As a hockey player, he was never much of a skater, but fast-forward 20 years, and —after a career as a police officer ensued — ‘Doug the Thug’ is back.
Part two of a cinematic tale based on the very brief hockey career of Halifax resident and Hanson Police Officer Doug Smith is once again highlighted on the big screen. The sequel “Goon: The Last of the Enforcers” was released last month and is playing locally.
Smith, taking the extra attention in stride is unassuming as he recently arrived at the Halifax HOPS playground to do an interview with the Express.
In dad mode with his two daughters; Vanessa, 9, and Victoria, 7, in tow, the six-foot-two Smith has a genuine smile and down-to-earth manner. Wearing golf attire and a Scally cap he stepped out of his dated mini-van. He is passionate but not boastful about his film career, which began after best friend Adam Frattasio also a Hanover native (Frattasio was inducted in the Hanover High School Hall of Fame) convinced him to learn to skate at age 20, combining his fighting skills to become an enforcer on ice. Smith was a graduate of Hanover High Class of 1982.
Frattasio and Smith co-wrote the book, “Goon: The True Story of an Unlikely Journey into Minor League Hockey.”
“I barely had any skating abilities but I practiced every day,” Smith recalled of his ice hockey career. “I was watching friends ice skate from the sidelines for years.”
In his early 20s, just three years later, he was playing professionally as an insurance policy — protecting his teammates and showing up to fight.
The first movie, based loosely on his book, is embellished but Smith recalled the 1988 game in the East Coast Hockey League when a reporter from the Erie, Pa. Times nicknamed him “Doug the Thug.”
Smith still has the article.
After a teammate sustained a cheap shot in the Pennsylvania, Smith incited a bench clearing brawl. The next morning at their hotel the team read the Times’ screaming headlines from the game and the nickname stuck.
Smith is in the motorcycle unit — an enforcer of a different kind — as a Hanson police officer for nearly two decades. He is finding a bit of Hollywood sparkle running through his small town roots.
“I love going to work,” he said. “I work in a small town where the people are great, and my fellow officers are supportive. This was something I was able to share with them.”
He recently held a red carpet event and private viewing at the Patriot Cinema in Hanover following a spread hosted by Greg Simeone of the Harmon Golf Club, a former hockey colleague.
Smith’s first semiprofessional camp was in Winston –Salem, N.C., however the fictitious team’s character Doug Glatt plays for are set in Canada, which is where most of the cast, crew, and directors are from. He and Frattasio traveled to Toronto to film a couple cameo scenes this past year.
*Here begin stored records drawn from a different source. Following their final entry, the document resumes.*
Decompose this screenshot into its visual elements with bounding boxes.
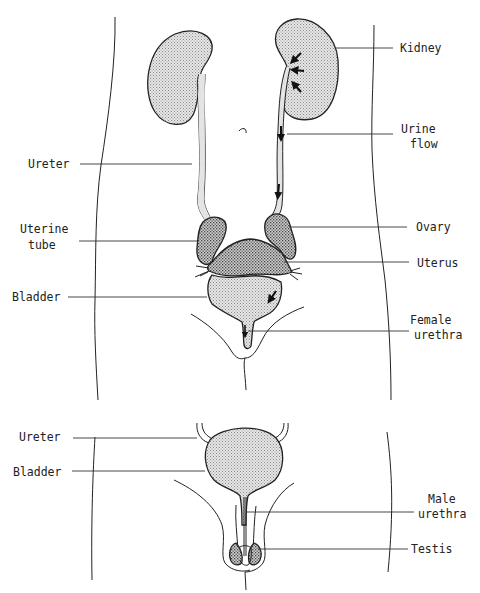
female-figure bbox=[95, 17, 391, 400]
midline-male bbox=[245, 572, 246, 590]
label-uterus: Uterus bbox=[417, 256, 459, 270]
label-ovary: Ovary bbox=[416, 220, 451, 234]
label-female-urethra: Female bbox=[410, 313, 452, 327]
ureter-left-male-inner bbox=[202, 423, 211, 438]
body-outline-right-male bbox=[387, 432, 392, 572]
ligament-right bbox=[290, 268, 302, 280]
body-outline-left bbox=[95, 17, 115, 400]
urinary-system-diagram: Kidney Urine flow Ureter Uterine tube Ov… bbox=[0, 0, 480, 593]
label-ureter: Ureter bbox=[28, 157, 70, 171]
ligament-left bbox=[195, 266, 209, 277]
navel-mark bbox=[239, 129, 246, 133]
body-outline-left-male bbox=[92, 437, 95, 580]
label-female-urethra-2: urethra bbox=[414, 328, 462, 342]
pelvis-line-left bbox=[191, 314, 245, 359]
label-urine-flow-2: flow bbox=[410, 137, 438, 151]
body-outline-right bbox=[372, 25, 391, 400]
ureter-right-male-inner bbox=[275, 423, 284, 438]
label-urine-flow: Urine bbox=[401, 122, 436, 136]
bladder-female bbox=[208, 275, 282, 349]
label-testis: Testis bbox=[411, 542, 453, 556]
label-male-urethra: Male bbox=[428, 492, 456, 506]
label-male-urethra-2: urethra bbox=[418, 507, 466, 521]
arrow-icon bbox=[278, 184, 279, 196]
male-figure bbox=[92, 423, 392, 590]
label-bladder-male: Bladder bbox=[13, 465, 62, 479]
label-uterine-tube: Uterine bbox=[20, 222, 69, 236]
label-kidney: Kidney bbox=[400, 41, 442, 55]
ureter-left-inner bbox=[204, 74, 212, 222]
ureter-left-fill bbox=[198, 74, 212, 222]
arrow-icon bbox=[294, 70, 304, 71]
midline bbox=[244, 358, 246, 390]
label-uterine-tube-2: tube bbox=[28, 238, 56, 252]
label-bladder: Bladder bbox=[12, 290, 61, 304]
label-ureter-male: Ureter bbox=[19, 430, 61, 444]
ureter-left-male bbox=[197, 423, 209, 443]
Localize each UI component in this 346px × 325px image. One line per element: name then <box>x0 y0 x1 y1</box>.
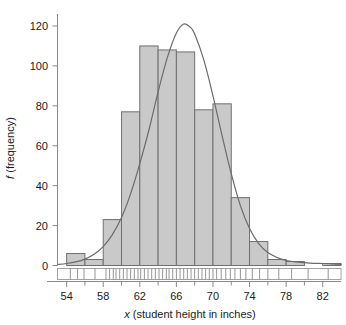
x-tick-label: 58 <box>97 290 109 302</box>
y-tick-label: 60 <box>36 140 48 152</box>
histogram-bar <box>195 110 213 266</box>
y-tick-label: 100 <box>30 60 48 72</box>
chart-canvas: 020406080100120 5458626670747882 x (stud… <box>0 0 346 325</box>
histogram-bar <box>85 260 103 266</box>
x-tick-label: 78 <box>280 290 292 302</box>
histogram-bar <box>231 198 249 266</box>
x-tick-label: 66 <box>170 290 182 302</box>
y-tick-label: 20 <box>36 220 48 232</box>
rug-plot <box>58 269 342 280</box>
x-tick-label: 82 <box>317 290 329 302</box>
x-tick-label: 62 <box>134 290 146 302</box>
x-tick-label: 74 <box>243 290 255 302</box>
histogram-figure: 020406080100120 5458626670747882 x (stud… <box>0 0 346 325</box>
rug-plot-frame <box>58 269 342 280</box>
x-tick-label: 54 <box>61 290 73 302</box>
histogram-bar <box>122 112 140 266</box>
histogram-bar <box>213 104 231 266</box>
histogram-bar <box>176 52 194 266</box>
y-tick-label: 40 <box>36 180 48 192</box>
y-tick-label: 0 <box>42 260 48 272</box>
y-axis-title: f (frequency) <box>4 117 16 179</box>
x-axis-title: x (student height in inches) <box>123 308 255 320</box>
y-tick-label: 120 <box>30 20 48 32</box>
y-tick-label: 80 <box>36 100 48 112</box>
x-tick-label: 70 <box>207 290 219 302</box>
histogram-bar <box>250 242 268 266</box>
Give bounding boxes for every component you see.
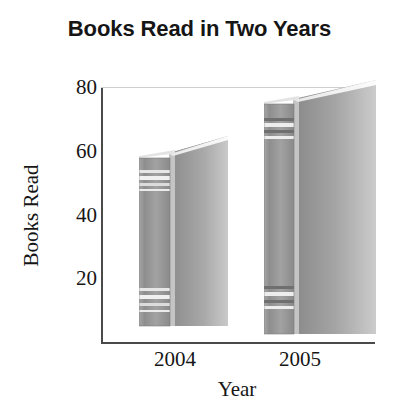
y-tick-20: 20 (51, 268, 97, 289)
x-tick-2004: 2004 (120, 347, 230, 372)
y-tick-60: 60 (51, 141, 97, 162)
y-axis-title: Books Read (19, 164, 44, 266)
y-axis-ticks: 80 60 40 20 (44, 0, 97, 416)
chart-container: Books Read in Two Years Books Read (0, 0, 399, 416)
y-tick-40: 40 (51, 205, 97, 226)
x-axis-title: Year (101, 377, 373, 402)
book-2005-depth (298, 80, 376, 334)
bar-2005[interactable] (264, 80, 376, 342)
bar-2004[interactable] (139, 136, 267, 342)
plot-area (101, 88, 375, 344)
x-tick-2005: 2005 (245, 347, 355, 372)
y-axis-title-container: Books Read (18, 88, 44, 342)
y-tick-80: 80 (51, 77, 97, 98)
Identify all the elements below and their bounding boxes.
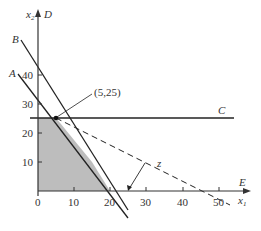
y-tick-label-40: 40	[22, 69, 34, 81]
y-tick-label-20: 20	[22, 127, 34, 139]
lp-diagram: (5,25) 10 20 30 40 0 10 20 30 40 50 x2 D…	[0, 0, 261, 231]
line-c-label: C	[218, 104, 226, 116]
line-b-label: B	[12, 33, 19, 45]
x-axis-end-label: E	[238, 176, 246, 188]
x-tick-label-10: 10	[68, 196, 80, 208]
line-z-label: z	[156, 157, 162, 169]
y-axis-label-sub: 2	[31, 14, 35, 22]
y-axis-label: x2	[25, 8, 35, 22]
x-tick-label-50: 50	[213, 196, 225, 208]
optimal-point-label: (5,25)	[94, 86, 121, 99]
x-axis-arrow-icon	[243, 188, 251, 194]
x-tick-label-20: 20	[104, 196, 116, 208]
z-direction-arrow	[129, 163, 145, 189]
y-tick-label-30: 30	[22, 98, 34, 110]
x-tick-label-0: 0	[35, 196, 41, 208]
line-a-label: A	[8, 67, 16, 79]
x-tick-label-30: 30	[140, 196, 152, 208]
x-axis-label: x1	[237, 194, 246, 208]
x-axis-label-sub: 1	[243, 200, 247, 208]
y-axis-end-label: D	[43, 8, 52, 20]
y-axis-arrow-icon	[35, 9, 41, 17]
y-tick-label-10: 10	[22, 156, 34, 168]
x-tick-label-40: 40	[177, 196, 189, 208]
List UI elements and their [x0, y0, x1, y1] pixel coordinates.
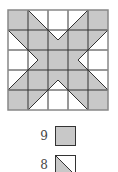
legend-item-half-square: 8	[0, 155, 118, 172]
grid-cell-full	[28, 70, 48, 90]
grid-cell-full	[68, 30, 88, 50]
grid-cell-quarter-top-white	[48, 30, 68, 50]
grid-cell-half-lr-trbl	[68, 10, 88, 30]
quilt-grid-diagram	[0, 0, 118, 118]
grid-cell-quarter-right-white	[68, 50, 88, 70]
half-square-triangle-swatch-icon	[55, 155, 76, 172]
legend-count-full-square: 9	[38, 126, 50, 146]
grid-cell-half-ur-tlbr	[8, 30, 28, 50]
grid-cell-full	[8, 90, 28, 110]
grid-cell-quarter-left-white	[28, 50, 48, 70]
grid-cell-half-ul-trbl	[28, 90, 48, 110]
grid-cell-full	[8, 10, 28, 30]
legend-item-full-square: 9	[0, 126, 118, 146]
grid-cell-half-ll-tlbr	[28, 10, 48, 30]
grid-cell-half-ul-trbl	[88, 30, 108, 50]
grid-cell-full	[88, 10, 108, 30]
full-square-swatch-icon	[55, 126, 76, 147]
grid-cell-full	[48, 50, 68, 70]
grid-cell-half-ll-tlbr	[88, 70, 108, 90]
grid-cell-half-ur-tlbr	[68, 90, 88, 110]
grid-cell-full	[28, 30, 48, 50]
grid-cell-half-lr-trbl	[8, 70, 28, 90]
grid-cell-full	[68, 70, 88, 90]
grid-cell-full	[88, 90, 108, 110]
grid-cell-quarter-bottom-white	[48, 70, 68, 90]
legend-count-half-square: 8	[38, 155, 50, 172]
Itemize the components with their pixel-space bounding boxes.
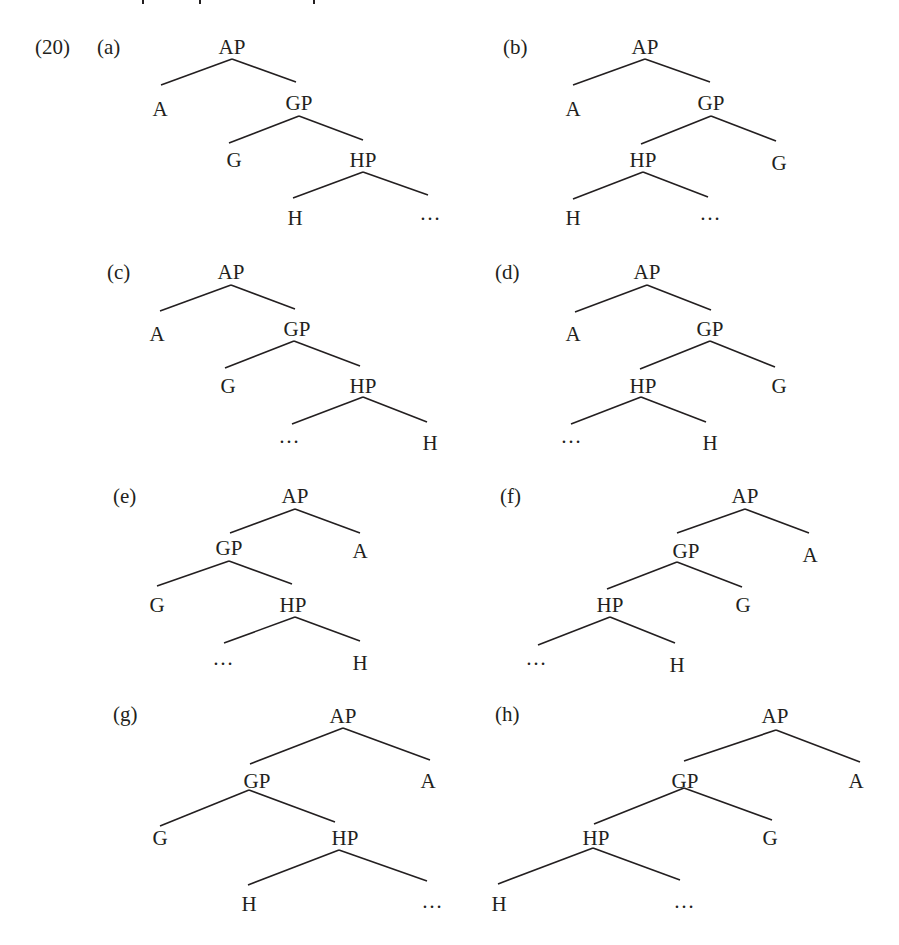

Impressed with the nature of the Hollywood set and all the behind-the-scenes happenings that go into making a movie, Smith called the actors “regular Joes.”
“They wanted to talk about my life as a police officer,” he said. “They asked me about the show ‘Cops.’ They were down to earth. We talked about hockey. The whole experience was cool to be involved.”
Actor Seann William Scott most notably known as Stifler in the “American Pie” series takes the lovable, and sometimes dim-witted character of Doug Glatt on a less than triumphant career path, which deemed him “second best” for success in his family. Scott reprised his role and continues to fight and meet life’s challenges as a character with his heart in the right place.
In “Goon,” Glatt is portrayed as having shown up on the ice in white women’s figure skates to hockey tryouts. The Express had to know.
“Never happened,” said Smith laughing. “The only time I would have to deal with figure skates is if I am helping my daughters and at that I’d be tying them, not wearing them.”
Smith’s career spanned six teams in four different leagues and he was cut from Cincinnati at the end of his single season, dressed for skating when needed only as a fighter on the ice. His stats were 60 games and he logged 442 minutes in the penalty box for fighting.
When he thinks back over his career he still sees the impossible odds against his success.
“I am the same. I played lousy in 60 games and all this came of it,” he said. “I like to remain low-key and humble. People will ask me about it (the movies) and I‘ll talk with them, but it was a tough job. It was mentally stressful to know you had to fight in that atmosphere (on skates) and not fall over… they show Glatt unstable on skates …I was. I’m 6’’2 and I was fighting 6”6 guys. I wondered… could I hold my own. I survived. I did well,” he said.
As he looks ahead in life and his career, Smith who is celebrating 11 years together with his wife Sharon, holds a passion for the Hanover Boys Club where he learned to box. He took his career in his mid-teens to amateur level fighting in the Golden Glove competitions. He remains involved as the manager and a member of the board. The Boys Club celebrates its 40th year in Hanover this year. He continues to fundraise for them.